Ankara: Turkey on Thursday threatened to strike Syrian Kurdish militia forces if they don’t withdraw from Manbij, a former bastion of Daesh extremists that has been taken over by predominantly-Kurdish forces.
“We will strike the YPG if they do not retreat,” Foreign Minister Mevlut Cavusoglu told journalists, referring to the Kurdish People’s Protection Units.
The YPG, which Ankara considers a “terrorist” organisation, is backed by Washington as the most effective fighting force on the ground in the battle against Daesh.
Turkey launched a military campaign inside Syria in August, backing opposition rebels who captured a number of towns from Daesh militants, including Al Bab near the Turkish border.
President Recep Tayyip Erdogan this week said the next target would be Manbij — which is now controlled by the US-backed Syrian Democratic Forces, a group dominated by Kurdish fighters that Ankara denounces as “terrorists”.
“We have not yet started our operation in Manbij,” Cavusoglu said.
Turkey has also said it wanted to work with its allies to capture IS bastion of Raqqa, but has ruled out any operation alongside the Kurdish militia.
“Let’s be realistic ... To carry out this (Raqqa) operation with YPG is to risk Syria’s future,” he said.
“We do not want our ally the United States to continue cooperating with terror organisations that target us.”
Turkey has repeatedly said it will not allow a “terror corridor” along its southern border and is trying to prevent Syrian Kurdish militia from joining up its so-called “cantons” in the area.
Ankara’s offensive is aimed at both cleaning its frontier from Daesh militants and also stopping the advance of Syrian Kurdish militia.
It views YPG and the Kurdish Democratic Union Party as terror groups linked to the outlawed Kurdistan Workers’ Party (PKK).
Outlawed as a terrorist organisation by Washington and Brussels, the PKK has waged a bloody insurgency against the Turkish state since 1984.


PROBLEM DETAILS:
I'd like every line in the following listing that holds "Image" copied.

EXERCISE INPUT:
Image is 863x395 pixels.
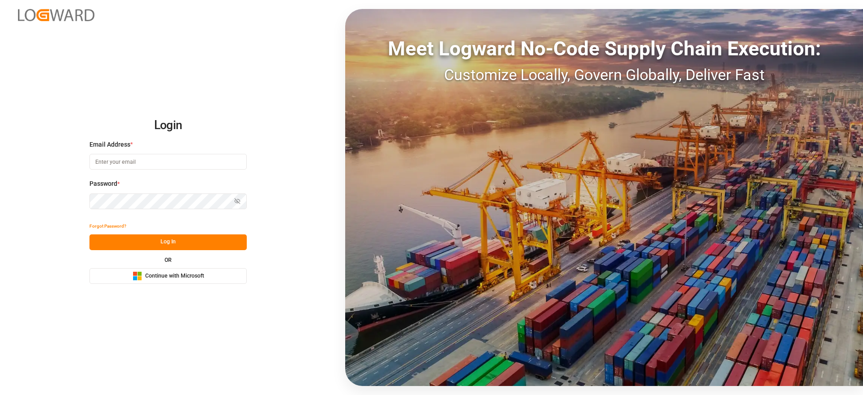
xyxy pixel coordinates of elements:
[145,272,204,280] span: Continue with Microsoft
[345,63,863,86] div: Customize Locally, Govern Globally, Deliver Fast
[89,268,247,284] button: Continue with Microsoft
[89,140,130,149] span: Email Address
[89,219,126,234] button: Forgot Password?
[89,234,247,250] button: Log In
[89,154,247,170] input: Enter your email
[89,179,117,188] span: Password
[18,9,94,21] img: Logward_new_orange.png
[345,34,863,63] div: Meet Logward No-Code Supply Chain Execution:
[165,257,172,263] small: OR
[89,111,247,140] h2: Login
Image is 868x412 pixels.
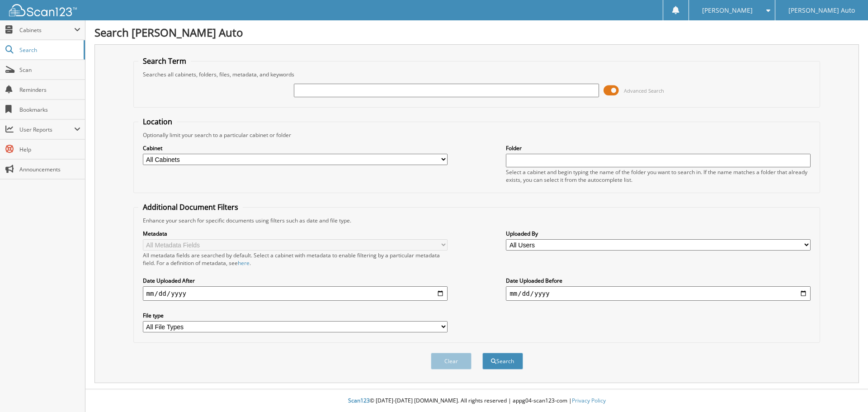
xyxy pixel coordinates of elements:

YOUR RESPONSE:
Image is 863x395 pixels.
Image is 868x412 pixels.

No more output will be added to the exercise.